Hackel engl

Ungargasse 20 (laid 2012)

Hermann Hackel (Hackl)

Branded as „work-shy“

Hermann Alfred Hackel (Hackl), born March 30, 1897, in Wiener Neustadt, was transferred to the Gugging mental institution on July 10, 1941, and was killed there on January 7, 1944, as part of Dr. Gelny’s killing operation.

Hermann Hackel was 146 cm tall, weighed 47 kg, was of short stature, and had a hunchback. People around him made fun of him for this. He was a trained baker and worked in his profession for ten years but became unfit for work due to “bone caries” in his hand. Despite repeated requests to the Employment Office, he remained unemployed and was labeled as “work-shy.” In 1940, he entered the district nursing home on Ungargasse.

On July 10, 1941, a transport of five nursing home residents was sent to the Gugging institution by order of the Reich Governor in Lower Danube (Decree IIIb-3-310-6/8-1941 from June 6, 1941). Hermann Hackel was one of those deported.

The initial examination in Gugging recorded: “Oriented in all respects, speaks articulately, willingly provides information, eight years of schooling, has appropriate school knowledge, is informed about current events, reads the newspaper.”

Previously, the health authority in Wiener Neustadt had a different view: “suffers from mental weakness, needs institutionalization,” as did the Klosterneuburg District Court: “the detainee is mentally ill,” “confinement in a closed institution is permissible.” This order was extended several times.

The stay in the closed institution had an effect. He became depressed, apathetic, uninterested, sat around idly, and was not very responsive. Then he started working daily again, and there were no problems. A note in the care history reads: “He wants to return to the nursing home because he is better off there; he was admitted to the home due to his inability to work; he was never mentally ill.”

Then his further decline: “Puts manure and dirt in his pockets, lets food leftovers spoil in them, has no sense of cleanliness.” “Blunted, sits around apathetically and without interest.” At the end of 1943, Hermann Hackel was extremely emaciated and bedridden. At the beginning of 1944, he fell ill with pneumonia, from which he died on January 7, 1944.

The course of his illness and cause of death are typical for the “wild euthanasia” and the killing of patients by medication, which Dr. Gelny described proudly in a letter to the district governor: “In the end, through my efforts, the elimination of more than 400 incurable patients who burdened the state heavily in the current situation was achieved in the past four months, and the gentlemen [in Berlin] were most keen that I would not be hindered in my activities.”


§ **EXERCISE DETAILS**
A verbatim repeat of the records beneath this line is needed.

§ **PROVIDED RECORDS**
◇ ◇ ◇

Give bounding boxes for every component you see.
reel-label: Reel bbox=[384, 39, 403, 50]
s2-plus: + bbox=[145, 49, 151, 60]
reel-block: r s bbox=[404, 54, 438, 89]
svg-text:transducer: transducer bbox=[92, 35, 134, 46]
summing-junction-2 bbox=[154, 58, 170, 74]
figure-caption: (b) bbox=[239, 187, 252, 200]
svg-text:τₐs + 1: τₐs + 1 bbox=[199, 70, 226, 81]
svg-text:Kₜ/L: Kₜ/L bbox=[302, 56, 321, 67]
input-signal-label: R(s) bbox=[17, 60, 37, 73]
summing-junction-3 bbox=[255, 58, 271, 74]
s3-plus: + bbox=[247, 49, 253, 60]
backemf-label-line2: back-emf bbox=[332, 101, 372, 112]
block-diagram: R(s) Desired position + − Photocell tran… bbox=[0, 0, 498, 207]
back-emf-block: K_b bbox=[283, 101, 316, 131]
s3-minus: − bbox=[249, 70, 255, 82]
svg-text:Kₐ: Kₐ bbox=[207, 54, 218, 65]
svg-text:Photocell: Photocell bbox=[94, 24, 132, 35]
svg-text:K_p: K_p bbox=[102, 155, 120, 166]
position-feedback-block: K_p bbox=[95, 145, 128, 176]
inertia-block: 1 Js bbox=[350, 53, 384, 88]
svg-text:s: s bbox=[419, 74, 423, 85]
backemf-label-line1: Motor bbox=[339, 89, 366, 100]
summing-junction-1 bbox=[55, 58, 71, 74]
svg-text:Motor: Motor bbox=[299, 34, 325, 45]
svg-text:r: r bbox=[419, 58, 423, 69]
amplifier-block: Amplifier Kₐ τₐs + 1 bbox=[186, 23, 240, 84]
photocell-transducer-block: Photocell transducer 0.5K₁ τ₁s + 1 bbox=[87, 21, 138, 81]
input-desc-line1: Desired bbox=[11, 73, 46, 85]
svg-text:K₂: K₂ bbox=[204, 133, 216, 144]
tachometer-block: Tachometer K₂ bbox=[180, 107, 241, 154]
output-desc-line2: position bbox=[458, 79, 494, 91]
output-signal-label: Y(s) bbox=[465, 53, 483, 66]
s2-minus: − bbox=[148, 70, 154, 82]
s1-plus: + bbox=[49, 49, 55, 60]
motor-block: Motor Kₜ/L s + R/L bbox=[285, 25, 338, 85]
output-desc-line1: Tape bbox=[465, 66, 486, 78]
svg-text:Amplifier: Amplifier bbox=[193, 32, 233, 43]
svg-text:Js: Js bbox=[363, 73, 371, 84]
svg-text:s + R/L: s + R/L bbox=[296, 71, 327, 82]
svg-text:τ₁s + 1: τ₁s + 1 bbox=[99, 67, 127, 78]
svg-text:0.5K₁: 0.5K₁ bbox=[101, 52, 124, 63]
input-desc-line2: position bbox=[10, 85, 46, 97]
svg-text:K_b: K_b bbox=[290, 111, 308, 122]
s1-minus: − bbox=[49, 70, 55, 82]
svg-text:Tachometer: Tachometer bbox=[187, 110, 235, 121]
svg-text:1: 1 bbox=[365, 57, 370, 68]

◇ ◇ ◇

§ **REPLY TO THE EXERCISE**
Give bounding boxes for every component you see.
reel-label: Reel bbox=[384, 39, 403, 50]
s2-plus: + bbox=[145, 49, 151, 60]
reel-block: r s bbox=[404, 54, 438, 89]
svg-text:transducer: transducer bbox=[92, 35, 134, 46]
summing-junction-2 bbox=[154, 58, 170, 74]
figure-caption: (b) bbox=[239, 187, 252, 200]
svg-text:τₐs + 1: τₐs + 1 bbox=[199, 70, 226, 81]
svg-text:Kₜ/L: Kₜ/L bbox=[302, 56, 321, 67]
input-signal-label: R(s) bbox=[17, 60, 37, 73]
summing-junction-3 bbox=[255, 58, 271, 74]
s3-plus: + bbox=[247, 49, 253, 60]
backemf-label-line2: back-emf bbox=[332, 101, 372, 112]
block-diagram: R(s) Desired position + − Photocell tran… bbox=[0, 0, 498, 207]
back-emf-block: K_b bbox=[283, 101, 316, 131]
s3-minus: − bbox=[249, 70, 255, 82]
svg-text:Kₐ: Kₐ bbox=[207, 54, 218, 65]
svg-text:Photocell: Photocell bbox=[94, 24, 132, 35]
svg-text:K_p: K_p bbox=[102, 155, 120, 166]
position-feedback-block: K_p bbox=[95, 145, 128, 176]
inertia-block: 1 Js bbox=[350, 53, 384, 88]
svg-text:s: s bbox=[419, 74, 423, 85]
backemf-label-line1: Motor bbox=[339, 89, 366, 100]
summing-junction-1 bbox=[55, 58, 71, 74]
svg-text:Motor: Motor bbox=[299, 34, 325, 45]
svg-text:r: r bbox=[419, 58, 423, 69]
amplifier-block: Amplifier Kₐ τₐs + 1 bbox=[186, 23, 240, 84]
photocell-transducer-block: Photocell transducer 0.5K₁ τ₁s + 1 bbox=[87, 21, 138, 81]
input-desc-line1: Desired bbox=[11, 73, 46, 85]
svg-text:K₂: K₂ bbox=[204, 133, 216, 144]
tachometer-block: Tachometer K₂ bbox=[180, 107, 241, 154]
output-desc-line2: position bbox=[458, 79, 494, 91]
output-signal-label: Y(s) bbox=[465, 53, 483, 66]
s2-minus: − bbox=[148, 70, 154, 82]
s1-plus: + bbox=[49, 49, 55, 60]
motor-block: Motor Kₜ/L s + R/L bbox=[285, 25, 338, 85]
output-desc-line1: Tape bbox=[465, 66, 486, 78]
svg-text:Amplifier: Amplifier bbox=[193, 32, 233, 43]
svg-text:Js: Js bbox=[363, 73, 371, 84]
svg-text:s + R/L: s + R/L bbox=[296, 71, 327, 82]
svg-text:τ₁s + 1: τ₁s + 1 bbox=[99, 67, 127, 78]
svg-text:0.5K₁: 0.5K₁ bbox=[101, 52, 124, 63]
input-desc-line2: position bbox=[10, 85, 46, 97]
svg-text:K_b: K_b bbox=[290, 111, 308, 122]
s1-minus: − bbox=[49, 70, 55, 82]
svg-text:Tachometer: Tachometer bbox=[187, 110, 235, 121]
svg-text:1: 1 bbox=[365, 57, 370, 68]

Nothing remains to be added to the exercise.